While we can't guarantee that the meta description that you provided will be used as search result snippets, following the above tips will greatly increase the chance.
Here are some more information about the meta description tag: http://www.google.com/support/webmasters/bin/answer.py?answer=35264
It works to some extent to use <meta name="description" /> but Google will complain (and choose to ignore it) when every page has the same description.
If you are interested in how Google deals with your site you could sign up for their Webmaster Tools - they offer a good starting point for SEO-ing your site.
You could add content invisible to your visitor but Google checks this and considers hidden content as cheating for page rank because this used to be a common SEO technique.
meta tags were a failure and have been broadly ignored ever since the Google era began picked-up again with enthusiasm.
The problem was, humans would put stale, inaccurate, or irrelevant information in the meta tags. This was fifteen years ago when cataloging the Internet still seemed feasible.
Google came along and decided that what a web page actually says was more useful. Everybody else followed suit shortly after.
Now people are trying human-authored metadata again, they're calling it the "semantic web". My hopes are not high.

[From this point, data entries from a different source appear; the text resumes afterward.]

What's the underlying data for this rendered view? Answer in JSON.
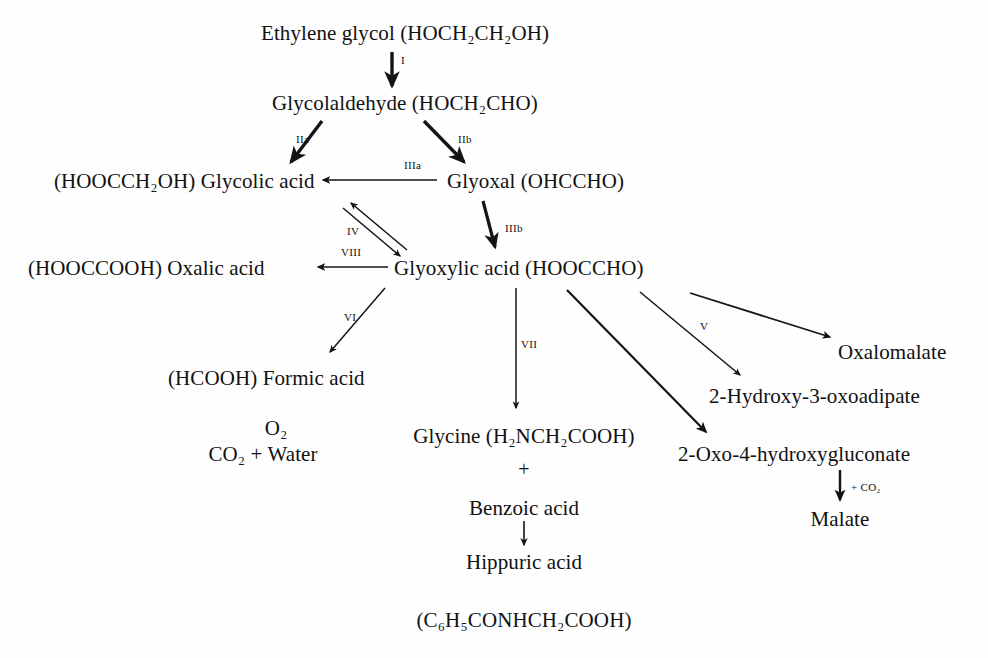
{
  "diagram": {
    "line_color": "#141414",
    "background": "#fefefe",
    "nodes": [
      {
        "id": "ethylene-glycol",
        "label": "Ethylene glycol (HOCH₂CH₂OH)",
        "x": 405,
        "y": 22,
        "align": "center"
      },
      {
        "id": "glycolaldehyde",
        "label": "Glycolaldehyde (HOCH₂CHO)",
        "x": 405,
        "y": 92,
        "align": "center"
      },
      {
        "id": "glycolic-acid",
        "label": "(HOOCCH₂OH) Glycolic acid",
        "x": 54,
        "y": 170,
        "align": "left"
      },
      {
        "id": "glyoxal",
        "label": "Glyoxal (OHCCHO)",
        "x": 447,
        "y": 170,
        "align": "left"
      },
      {
        "id": "oxalic-acid",
        "label": "(HOOCCOOH) Oxalic acid",
        "x": 28,
        "y": 257,
        "align": "left"
      },
      {
        "id": "glyoxylic-acid",
        "label": "Glyoxylic acid (HOOCCHO)",
        "x": 394,
        "y": 257,
        "align": "left"
      },
      {
        "id": "formic-acid",
        "label": "(HCOOH) Formic acid",
        "x": 168,
        "y": 367,
        "align": "left"
      },
      {
        "id": "oxalomalate",
        "label": "Oxalomalate",
        "x": 838,
        "y": 341,
        "align": "left"
      },
      {
        "id": "hydroxy-oxoadipate",
        "label": "2-Hydroxy-3-oxoadipate",
        "x": 709,
        "y": 385,
        "align": "left"
      },
      {
        "id": "glycine",
        "label": "Glycine (H₂NCH₂COOH)",
        "x": 524,
        "y": 425,
        "align": "center"
      },
      {
        "id": "oxo-hydroxygluconate",
        "label": "2-Oxo-4-hydroxygluconate",
        "x": 678,
        "y": 443,
        "align": "left"
      },
      {
        "id": "oxygen",
        "label": "O₂",
        "x": 276,
        "y": 417,
        "align": "center"
      },
      {
        "id": "co2-water",
        "label": "CO₂ + Water",
        "x": 263,
        "y": 443,
        "align": "center"
      },
      {
        "id": "benzoic-acid",
        "label": "Benzoic acid",
        "x": 524,
        "y": 497,
        "align": "center"
      },
      {
        "id": "malate",
        "label": "Malate",
        "x": 840,
        "y": 508,
        "align": "center"
      },
      {
        "id": "hippuric-acid",
        "label": "Hippuric acid",
        "x": 524,
        "y": 551,
        "align": "center"
      },
      {
        "id": "hippuric-formula",
        "label": "(C₆H₅CONHCH₂COOH)",
        "x": 524,
        "y": 609,
        "align": "center"
      }
    ],
    "plus_signs": [
      {
        "id": "glycine-benzoic-plus",
        "label": "+",
        "x": 524,
        "y": 458
      }
    ],
    "step_labels": [
      {
        "id": "step-I",
        "label": "I",
        "x": 401,
        "y": 54,
        "size": "tiny"
      },
      {
        "id": "step-IIa",
        "label": "IIa",
        "x": 296,
        "y": 133,
        "size": "tiny"
      },
      {
        "id": "step-IIb",
        "label": "IIb",
        "x": 458,
        "y": 133,
        "size": "tiny"
      },
      {
        "id": "step-IIIa",
        "label": "IIIa",
        "x": 404,
        "y": 159,
        "size": "tiny"
      },
      {
        "id": "step-IIIb",
        "label": "IIIb",
        "x": 505,
        "y": 222,
        "size": "tiny"
      },
      {
        "id": "step-IV",
        "label": "IV",
        "x": 347,
        "y": 225,
        "size": "tiny"
      },
      {
        "id": "step-VIII",
        "label": "VIII",
        "x": 341,
        "y": 246,
        "size": "tiny"
      },
      {
        "id": "step-VI",
        "label": "VI",
        "x": 344,
        "y": 311,
        "size": "tiny"
      },
      {
        "id": "step-VII",
        "label": "VII",
        "x": 521,
        "y": 338,
        "size": "tiny"
      },
      {
        "id": "step-V",
        "label": "V",
        "x": 700,
        "y": 320,
        "size": "tiny"
      },
      {
        "id": "step-co2",
        "label": "+ CO₂",
        "x": 851,
        "y": 481,
        "size": "tiny"
      }
    ],
    "edges": [
      {
        "id": "edge-ethylene-to-glycolaldehyde",
        "from": "ethylene-glycol",
        "to": "glycolaldehyde",
        "x1": 392,
        "y1": 52,
        "x2": 392,
        "y2": 86,
        "width": 3.4
      },
      {
        "id": "edge-glycolaldehyde-to-glycolic",
        "from": "glycolaldehyde",
        "to": "glycolic-acid",
        "x1": 322,
        "y1": 121,
        "x2": 291,
        "y2": 162,
        "width": 3.4
      },
      {
        "id": "edge-glycolaldehyde-to-glyoxal",
        "from": "glycolaldehyde",
        "to": "glyoxal",
        "x1": 424,
        "y1": 121,
        "x2": 464,
        "y2": 162,
        "width": 3.4
      },
      {
        "id": "edge-glyoxal-to-glycolic",
        "from": "glyoxal",
        "to": "glycolic-acid",
        "x1": 437,
        "y1": 180,
        "x2": 323,
        "y2": 180,
        "width": 1.7
      },
      {
        "id": "edge-glyoxal-to-glyoxylic",
        "from": "glyoxal",
        "to": "glyoxylic-acid",
        "x1": 483,
        "y1": 201,
        "x2": 495,
        "y2": 247,
        "width": 3.2
      },
      {
        "id": "edge-glyoxylic-to-glycolic",
        "from": "glyoxylic-acid",
        "to": "glycolic-acid",
        "x1": 407,
        "y1": 250,
        "x2": 351,
        "y2": 203,
        "width": 1.5
      },
      {
        "id": "edge-glycolic-to-glyoxylic",
        "from": "glycolic-acid",
        "to": "glyoxylic-acid",
        "x1": 343,
        "y1": 208,
        "x2": 400,
        "y2": 256,
        "width": 1.5
      },
      {
        "id": "edge-glyoxylic-to-oxalic",
        "from": "glyoxylic-acid",
        "to": "oxalic-acid",
        "x1": 388,
        "y1": 267,
        "x2": 318,
        "y2": 267,
        "width": 1.7
      },
      {
        "id": "edge-glyoxylic-to-formic",
        "from": "glyoxylic-acid",
        "to": "formic-acid",
        "x1": 385,
        "y1": 288,
        "x2": 330,
        "y2": 352,
        "width": 1.5
      },
      {
        "id": "edge-glyoxylic-to-glycine",
        "from": "glyoxylic-acid",
        "to": "glycine",
        "x1": 516,
        "y1": 288,
        "x2": 516,
        "y2": 408,
        "width": 1.5
      },
      {
        "id": "edge-glyoxylic-to-gluconate",
        "from": "glyoxylic-acid",
        "to": "oxo-hydroxygluconate",
        "x1": 567,
        "y1": 290,
        "x2": 706,
        "y2": 432,
        "width": 2.2
      },
      {
        "id": "edge-glyoxylic-to-oxoadipate",
        "from": "glyoxylic-acid",
        "to": "hydroxy-oxoadipate",
        "x1": 640,
        "y1": 292,
        "x2": 740,
        "y2": 375,
        "width": 1.5
      },
      {
        "id": "edge-glyoxylic-to-oxalomalate",
        "from": "glyoxylic-acid",
        "to": "oxalomalate",
        "x1": 690,
        "y1": 293,
        "x2": 830,
        "y2": 337,
        "width": 1.7
      },
      {
        "id": "edge-gluconate-to-malate",
        "from": "oxo-hydroxygluconate",
        "to": "malate",
        "x1": 840,
        "y1": 470,
        "x2": 840,
        "y2": 500,
        "width": 2.4
      },
      {
        "id": "edge-benzoic-to-hippuric",
        "from": "benzoic-acid",
        "to": "hippuric-acid",
        "x1": 524,
        "y1": 521,
        "x2": 524,
        "y2": 545,
        "width": 1.6
      }
    ]
  }
}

Google sees something that it shouldn't see. Why?

For some mysterious reason, Google has indexed both these adresses, that lead to the same page:
/something/some-text-1055.html
and
/index.php?pg=something&id=1055
(short notice - the site has had friendly urls since its launch, I have no idea how google found the "index.php?" url - there are "unfriendly" urls only in the content management system, which is password-restricted)
What can I do to solve the situation? (I have around 1000 pages that are double-indexed.) Somebody told me to use "disallow: index.php?" in the robots.txt file.

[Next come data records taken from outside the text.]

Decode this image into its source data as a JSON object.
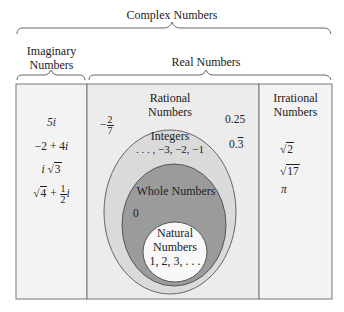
{
  "title": "Complex Numbers",
  "groups": {
    "imaginary": {
      "label_line1": "Imaginary",
      "label_line2": "Numbers"
    },
    "real": {
      "label": "Real Numbers"
    },
    "rational": {
      "label_line1": "Rational",
      "label_line2": "Numbers"
    },
    "irrational": {
      "label_line1": "Irrational",
      "label_line2": "Numbers"
    },
    "integers": {
      "label": "Integers",
      "examples": ". . . , −3, −2, −1"
    },
    "whole": {
      "label": "Whole Numbers",
      "examples": "0"
    },
    "natural": {
      "label_line1": "Natural",
      "label_line2": "Numbers",
      "examples": "1, 2, 3, . . ."
    }
  },
  "imaginary_examples": {
    "e1": "5i",
    "e2_a": "−2 + 4",
    "e2_b": "i",
    "e3_a": "i",
    "e3_rad": "3",
    "e4_rad": "4",
    "e4_plus": " + ",
    "e4_num": "1",
    "e4_den": "2",
    "e4_i": "i"
  },
  "rational_examples": {
    "neg_frac_sign": "−",
    "neg_frac_num": "2",
    "neg_frac_den": "7",
    "decimal": "0.25",
    "repeating_int": "0.",
    "repeating_digit": "3"
  },
  "irrational_examples": {
    "e1_rad": "2",
    "e2_rad": "17",
    "e3": "π"
  },
  "colors": {
    "outer_panel": "#f3f3f3",
    "rational_panel": "#ececec",
    "integers_fill": "#dadada",
    "whole_fill": "#9b9b9b",
    "natural_fill": "#f8f8f8",
    "border": "#777777"
  }
}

Right or wrong? Any other suggestions?
You'd be surprised as how pervasive and quick the google bots are at indexing site content. That, combined with lots of CMS systems creating unintended pages/links making it likely that at some point those links were exposed is the most likely culprit. It's also possible your administration area isn't as secure as you think, the google bot got through that way.
The well-behaved, and google recommended, things to do here are
If possible, create 301 redirects from you query string style URLs to your canonical style URLs. That's you saying "hey there, web bot/browser, the content that used to be at this URL is now at this other URL"

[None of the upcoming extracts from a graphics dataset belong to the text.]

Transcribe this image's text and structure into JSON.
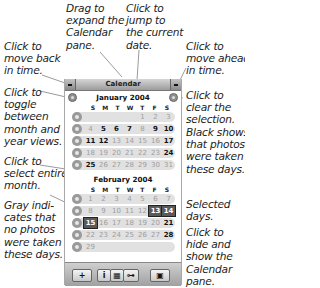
{
  "callouts": {
    "drag": "Drag to\nexpand the\nCalendar\npane.",
    "jump": "Click to\njump to\nthe current\ndate.",
    "back": "Click to\nmove back\nin time.",
    "ahead": "Click to\nmove ahead\nin time.",
    "toggle": "Click to\ntoggle\nbetween\nmonth and\nyear views.",
    "clear": "Click to\nclear the\nselection.",
    "black": "Black shows\nthat photos\nwere taken\nthese days.",
    "entire": "Click to\nselect entire\nmonth.",
    "gray": "Gray indi-\ncates that\nno photos\nwere taken\nthese days.",
    "selected": "Selected\ndays.",
    "hide": "Click to\nhide and\nshow the\nCalendar\npane."
  },
  "panel": {
    "title": "Calendar",
    "weekdays": [
      "S",
      "M",
      "T",
      "W",
      "T",
      "F",
      "S"
    ],
    "months": [
      {
        "title": "January 2004",
        "weeks": [
          [
            {
              "d": ""
            },
            {
              "d": ""
            },
            {
              "d": ""
            },
            {
              "d": ""
            },
            {
              "d": "1"
            },
            {
              "d": "2"
            },
            {
              "d": "3"
            }
          ],
          [
            {
              "d": "4"
            },
            {
              "d": "5",
              "b": 1
            },
            {
              "d": "6",
              "b": 1
            },
            {
              "d": "7",
              "b": 1
            },
            {
              "d": "8"
            },
            {
              "d": "9",
              "b": 1
            },
            {
              "d": "10",
              "b": 1
            }
          ],
          [
            {
              "d": "11",
              "b": 1
            },
            {
              "d": "12",
              "b": 1
            },
            {
              "d": "13"
            },
            {
              "d": "14"
            },
            {
              "d": "15"
            },
            {
              "d": "16"
            },
            {
              "d": "17",
              "b": 1
            }
          ],
          [
            {
              "d": "18"
            },
            {
              "d": "19"
            },
            {
              "d": "20"
            },
            {
              "d": "21"
            },
            {
              "d": "22"
            },
            {
              "d": "23"
            },
            {
              "d": "24",
              "b": 1
            }
          ],
          [
            {
              "d": "25",
              "b": 1
            },
            {
              "d": "26"
            },
            {
              "d": "27"
            },
            {
              "d": "28"
            },
            {
              "d": "29"
            },
            {
              "d": "30"
            },
            {
              "d": "31"
            }
          ]
        ]
      },
      {
        "title": "February 2004",
        "weeks": [
          [
            {
              "d": "1"
            },
            {
              "d": "2"
            },
            {
              "d": "3"
            },
            {
              "d": "4"
            },
            {
              "d": "5"
            },
            {
              "d": "6"
            },
            {
              "d": "7"
            }
          ],
          [
            {
              "d": "8"
            },
            {
              "d": "9"
            },
            {
              "d": "10"
            },
            {
              "d": "11"
            },
            {
              "d": "12"
            },
            {
              "d": "13",
              "s": 1
            },
            {
              "d": "14",
              "s": 1
            }
          ],
          [
            {
              "d": "15",
              "s": 1
            },
            {
              "d": "16"
            },
            {
              "d": "17"
            },
            {
              "d": "18"
            },
            {
              "d": "19"
            },
            {
              "d": "20"
            },
            {
              "d": "21",
              "b": 1
            }
          ],
          [
            {
              "d": "22"
            },
            {
              "d": "23"
            },
            {
              "d": "24"
            },
            {
              "d": "25"
            },
            {
              "d": "26"
            },
            {
              "d": "27"
            },
            {
              "d": "28",
              "b": 1
            }
          ],
          [
            {
              "d": "29"
            },
            {
              "d": ""
            },
            {
              "d": ""
            },
            {
              "d": ""
            },
            {
              "d": ""
            },
            {
              "d": ""
            },
            {
              "d": ""
            }
          ]
        ]
      }
    ],
    "toolbar": {
      "add": "+",
      "info": "i",
      "calendar": "▦",
      "keyword": "⊶",
      "fullscreen": "▣"
    }
  }
}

Block the query string content in your robots.txt. That's like asking the spiders or other automated programs "Hey, please don't look at this stuff. These aren't the URLs you're looking for"
Google apparently allows you to specify a canonical URL now via a <link /> tag in the top of your page. Consider adding these in.
As to whether doing the well behaved things is the the "right" thing to do re: Google rankings ... who knows. Only "Google" knows how their algorithms work now, and will work in the future, and by Google, I mean a bunch of engineers and executives with conflicting goals on how search should work.
Google now offers a way to specify a page's canonical URL. You can use the following code in your HTML to tell Google your canonical URL:
<link rel="canonical" href="http://www.example.com/product.php?item=swedish-fish" />
You can read more about canonical URLs on Google on their blog post on the subject, here: http://googlewebmastercentral.blogspot.com/2009/02/specify-your-canonical.html
According to the blog post, Ask.com, Microsoft Live Search and Yahoo! all support the canonical tag.
If you use sitemap generators to submit to search engines, you'll want to disallow in them as well. They are likely where Google got your links, from crawling your folder and from checking your logs.
Better check what URI has been requested ($_SERVER['REQUEST_URI']) and redirect if it was /index.php.
Changing robots.txt will not help, since the page is already indexed.
The best is to use a permanent redirect (301).
If you want to remove a page once indexed by Google the only way, more or less, is to make it return a 404 not found message.
Is it possible you're posting a form to a similar url and google is simply picking it up from the source?